The SWAT team split up, taking different stairwells up to the second floor. Deacon followed one half, Bishop the other. Everything was quiet as they assembled outside the hotel room door.

‘How do you know this is the one?’ Deacon asked softly.

‘The window was missing one of its panes,’ Bishop murmured. ‘Someone cut it out carefully. No jagged edges, nothing to notice unless you were looking, but when I did look, it was obvious.’ She glanced at Rayburn. ‘On three.’

She slid the keycard through the reader and stood back, letting the team enter first. Bishop followed and Deacon brought up the rear. The bedroom was empty, the bed unmade. A half-drunk cup of coffee sat on the nightstand. A laptop computer sat on the desk, its screen dark. On the dresser were a wallet, a set of car keys, an expensive wristwatch and a handful of change.

‘Detectives?’ Rayburn backed out of the bathroom carefully. ‘He’s in here.’

Deacon entered the small bathroom with dread, knowing what he’d see. But even after more crime scenes than he wanted to count, finding the dead was always worse than he expected.

This was no exception. Deacon crouched by the tub while Bishop stood at his back taking pictures. The man had been in his mid forties. Wearing only a pair of boxers and a T-shirt, he lay in the tub, a bullet hole in the base of his skull. The tiled wall was covered with splatter. Blood and brains. Combs had made no attempt to wash away the evidence.

‘Fuck,’ Deacon whispered, both for Faith and for the newest victim of Combs’s evil.

‘Execution style,’ Bishop noted, her voice emotionless. Deacon knew that Scarlett Bishop was considered a cold-hearted woman by others in the department, but he wasn’t fooled. He’d seen the pain in his new partner’s eyes many times over the last month. She cared too much.

We all wear our masks,
he thought sadly. ‘He must have a silencer. Somebody would have heard the gunshot.’ Straightening, he grimaced when pain streaked through his shoulder.

Bishop frowned at him. ‘What happened to you?’

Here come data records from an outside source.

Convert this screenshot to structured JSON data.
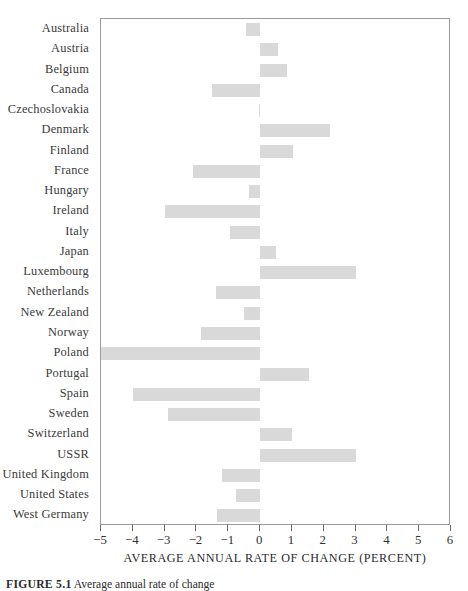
{
  "figure": {
    "caption_label": "FIGURE 5.1",
    "caption_text": "Average annual rate of change"
  },
  "chart_data": {
    "type": "bar",
    "orientation": "horizontal",
    "title": "",
    "xlabel": "AVERAGE ANNUAL RATE OF CHANGE (PERCENT)",
    "ylabel": "",
    "xlim": [
      -5,
      6
    ],
    "xticks": [
      -5,
      -4,
      -3,
      -2,
      -1,
      0,
      1,
      2,
      3,
      4,
      5,
      6
    ],
    "xticklabels": [
      "-5",
      "-4",
      "-3",
      "-2",
      "-1",
      "0",
      "1",
      "2",
      "3",
      "4",
      "5",
      "6"
    ],
    "grid": false,
    "legend": null,
    "bar_color": "#d9d9d9",
    "categories": [
      "Australia",
      "Austria",
      "Belgium",
      "Canada",
      "Czechoslovakia",
      "Denmark",
      "Finland",
      "France",
      "Hungary",
      "Ireland",
      "Italy",
      "Japan",
      "Luxembourg",
      "Netherlands",
      "New Zealand",
      "Norway",
      "Poland",
      "Portugal",
      "Spain",
      "Sweden",
      "Switzerland",
      "USSR",
      "United Kingdom",
      "United States",
      "West Germany"
    ],
    "values": [
      -0.45,
      0.55,
      0.85,
      -1.5,
      -0.05,
      2.2,
      1.05,
      -2.1,
      -0.35,
      -3.0,
      -0.95,
      0.5,
      3.0,
      -1.4,
      -0.5,
      -1.85,
      -5.0,
      1.55,
      -4.0,
      -2.9,
      1.0,
      3.0,
      -1.2,
      -0.75,
      -1.35
    ]
  }
}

‘I got shot,’ he said flatly. ‘He got me in the shoulder. Don’t worry. The vest caught it.’ He left the bathroom and examined the bedroom, looking for anything Combs had left behind. Of course there was nothing. ‘Status, Sergeant?’

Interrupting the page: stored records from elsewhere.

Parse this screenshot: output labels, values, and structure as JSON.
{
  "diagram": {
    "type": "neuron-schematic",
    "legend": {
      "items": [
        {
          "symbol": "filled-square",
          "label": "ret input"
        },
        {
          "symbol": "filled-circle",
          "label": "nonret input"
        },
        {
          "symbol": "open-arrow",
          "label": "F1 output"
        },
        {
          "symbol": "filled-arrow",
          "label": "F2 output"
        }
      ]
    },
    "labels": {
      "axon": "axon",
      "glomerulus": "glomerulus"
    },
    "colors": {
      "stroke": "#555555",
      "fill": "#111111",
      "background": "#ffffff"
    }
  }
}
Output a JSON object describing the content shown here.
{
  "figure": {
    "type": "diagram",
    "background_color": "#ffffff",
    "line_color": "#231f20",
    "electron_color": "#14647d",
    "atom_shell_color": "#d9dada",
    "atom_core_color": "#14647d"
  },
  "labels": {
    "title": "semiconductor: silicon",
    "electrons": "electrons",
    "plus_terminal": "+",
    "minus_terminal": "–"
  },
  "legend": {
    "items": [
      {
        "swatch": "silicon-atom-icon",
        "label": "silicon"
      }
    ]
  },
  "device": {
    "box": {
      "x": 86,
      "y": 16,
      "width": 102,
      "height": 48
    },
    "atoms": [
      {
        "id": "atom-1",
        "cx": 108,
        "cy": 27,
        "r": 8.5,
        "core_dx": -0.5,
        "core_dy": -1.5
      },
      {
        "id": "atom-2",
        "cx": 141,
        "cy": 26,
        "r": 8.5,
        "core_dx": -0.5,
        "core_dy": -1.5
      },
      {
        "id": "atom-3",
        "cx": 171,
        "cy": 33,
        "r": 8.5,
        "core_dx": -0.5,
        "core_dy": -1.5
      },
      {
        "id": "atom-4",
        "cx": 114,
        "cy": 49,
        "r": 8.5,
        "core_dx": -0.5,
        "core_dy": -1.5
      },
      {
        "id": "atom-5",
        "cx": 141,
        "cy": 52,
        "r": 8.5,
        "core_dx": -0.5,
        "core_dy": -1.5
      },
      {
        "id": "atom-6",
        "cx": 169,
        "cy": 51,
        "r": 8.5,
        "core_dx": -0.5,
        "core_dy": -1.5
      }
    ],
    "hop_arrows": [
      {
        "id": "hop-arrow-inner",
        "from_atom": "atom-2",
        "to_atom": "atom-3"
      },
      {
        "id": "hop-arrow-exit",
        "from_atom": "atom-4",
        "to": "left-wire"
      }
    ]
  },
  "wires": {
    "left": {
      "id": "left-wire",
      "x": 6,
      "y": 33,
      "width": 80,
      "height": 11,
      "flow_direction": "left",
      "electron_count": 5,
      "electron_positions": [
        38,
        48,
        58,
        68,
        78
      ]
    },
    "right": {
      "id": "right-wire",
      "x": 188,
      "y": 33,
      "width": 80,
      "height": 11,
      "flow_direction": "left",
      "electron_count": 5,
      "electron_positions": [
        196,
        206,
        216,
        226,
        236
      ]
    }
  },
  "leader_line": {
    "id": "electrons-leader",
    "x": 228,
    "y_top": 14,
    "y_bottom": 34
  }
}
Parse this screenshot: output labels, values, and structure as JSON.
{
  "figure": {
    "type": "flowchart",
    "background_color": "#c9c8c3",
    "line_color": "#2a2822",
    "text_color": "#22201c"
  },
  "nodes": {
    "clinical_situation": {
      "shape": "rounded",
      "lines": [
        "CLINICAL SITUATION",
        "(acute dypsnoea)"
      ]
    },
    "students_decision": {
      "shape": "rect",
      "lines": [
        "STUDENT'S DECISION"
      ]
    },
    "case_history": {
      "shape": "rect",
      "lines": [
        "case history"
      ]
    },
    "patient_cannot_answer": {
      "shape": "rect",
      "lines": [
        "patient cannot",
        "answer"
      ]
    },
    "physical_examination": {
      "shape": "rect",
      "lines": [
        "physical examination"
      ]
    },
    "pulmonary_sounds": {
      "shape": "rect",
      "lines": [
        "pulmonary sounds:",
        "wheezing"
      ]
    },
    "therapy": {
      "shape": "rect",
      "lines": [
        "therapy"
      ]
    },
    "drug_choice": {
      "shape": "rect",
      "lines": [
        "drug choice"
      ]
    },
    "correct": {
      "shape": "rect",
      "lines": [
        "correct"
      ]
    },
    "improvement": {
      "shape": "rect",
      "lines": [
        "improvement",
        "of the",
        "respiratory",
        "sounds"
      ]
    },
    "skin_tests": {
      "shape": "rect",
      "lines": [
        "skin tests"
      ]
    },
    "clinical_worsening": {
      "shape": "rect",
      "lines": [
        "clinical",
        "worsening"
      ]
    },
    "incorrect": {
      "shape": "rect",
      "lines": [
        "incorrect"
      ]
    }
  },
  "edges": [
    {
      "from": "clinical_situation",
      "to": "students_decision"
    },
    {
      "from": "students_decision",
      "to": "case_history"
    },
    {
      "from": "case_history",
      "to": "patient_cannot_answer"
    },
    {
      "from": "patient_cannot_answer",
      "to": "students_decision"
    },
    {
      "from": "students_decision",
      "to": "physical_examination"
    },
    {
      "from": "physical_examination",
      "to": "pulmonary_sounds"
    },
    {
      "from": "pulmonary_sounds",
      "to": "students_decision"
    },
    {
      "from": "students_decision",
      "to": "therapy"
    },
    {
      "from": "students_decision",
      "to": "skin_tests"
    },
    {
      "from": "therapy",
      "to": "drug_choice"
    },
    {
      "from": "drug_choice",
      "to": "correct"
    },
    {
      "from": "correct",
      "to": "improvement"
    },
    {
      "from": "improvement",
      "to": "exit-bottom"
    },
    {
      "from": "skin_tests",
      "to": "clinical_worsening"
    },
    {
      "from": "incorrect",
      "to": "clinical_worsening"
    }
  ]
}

‘We’re clear here, but he might still be hiding in the hotel. We’ve got the exits locked down. We can evacuate or do a room-to-room search if need be.’

‘Let me check on the security tapes first,’ Bishop said. She made the call to the front desk, then turned back to Deacon and Rayburn, frustration evident on her face. ‘A man Combs’s size left this room at 3.04 with a golf bag over his shoulder. He exited through a side door at 3.05. He drove away in a white van with Tennessee plates. Backup arrived at 3.07.’

Deacon hadn’t expected Combs to stick around, but . . . 
Dammit
. They’d been so close. ‘I doubt that he broke down his rifle. Probably just stowed it the golf bag until he was able to dismantle it. On the up side, he kept the van
and
the plates. He doesn’t know what information we have, or he would have gotten rid of them. Did the camera get his license plate?’

Bishop nodded. ‘Officer Doyle, the uniform I put downstairs at the desk, already added it to the BOLO and informed Isenberg, who’s shut down all major roads out of the city.’

‘When CSU gets here, show them this.’ Rayburn pointed at the windowsill. ‘These gouges in the wood are from the stand he used to set up his rifle. He came prepared. Where were you when you got hit, Agent Novak?’

Deacon joined him at the window and pointed to the lobby, barely visible with all the emergency vehicles now parked in front. ‘In the shadow of my SUV. When I lifted my head – about two feet off the floor – he fired.’

Rayburn whistled softly. ‘Your guy might be military. If not, he trained somewhere. To make that shot, with it being dark outside and the lights around the overhang making a glare? And considering he’d already missed several times before and had to have figured the cops were on their way? He has a steady hand and a good eye. You’re damn lucky, Novak.’

‘Lucky I had the vest, I think. He didn’t want me dead. He wanted Faith Corcoran to jump up and try to save me. I was bait, just like the bellman. I didn’t realize how skilled he needed to be to make the shot. Thank you, Sergeant.’